Chapter 7: Attacking Web Datastores

Overview

The most useful applications present, manipulate, and acquire information for their users. Such data range from web journal entries to widget catalogs to real-time financial information. Users see the colorful front ends that presents them with personalized shopping, but they do not see the less glamorous database servers sitting behind the scenes like a great Oz, churning away silently to manage inventory, user logins, e-mail, and other data- related functions. Yet where OZ pulled together contraptions and illusions, an application's database must be reliable and efficient.

The unseen database server is not untouchable. In this chapter, we will show how variables , your username for instance, can be modified to contain special instructions that affect how the database performs . These vulnerabilities, exploited by SQL injection techniques, drive to the heart of the application.

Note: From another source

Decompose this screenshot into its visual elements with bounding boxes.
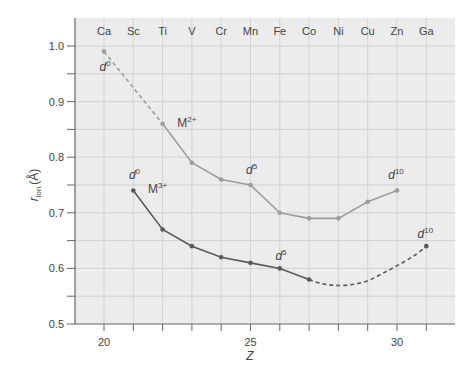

The exploits possible against a SQL injection vulnerability vary from innocuous error-generation to full command-line execution. No particular database is fundamentally more secure than another against these exploits. The vulnerability is introduced in the SQL queries and their supporting programmatic interface, whether it's ASP, PHP, Perl, or any other web language. These vulnerabilities arise due to the lack of secure coding and secure database configuration, not to the lack of security patches on the database itself.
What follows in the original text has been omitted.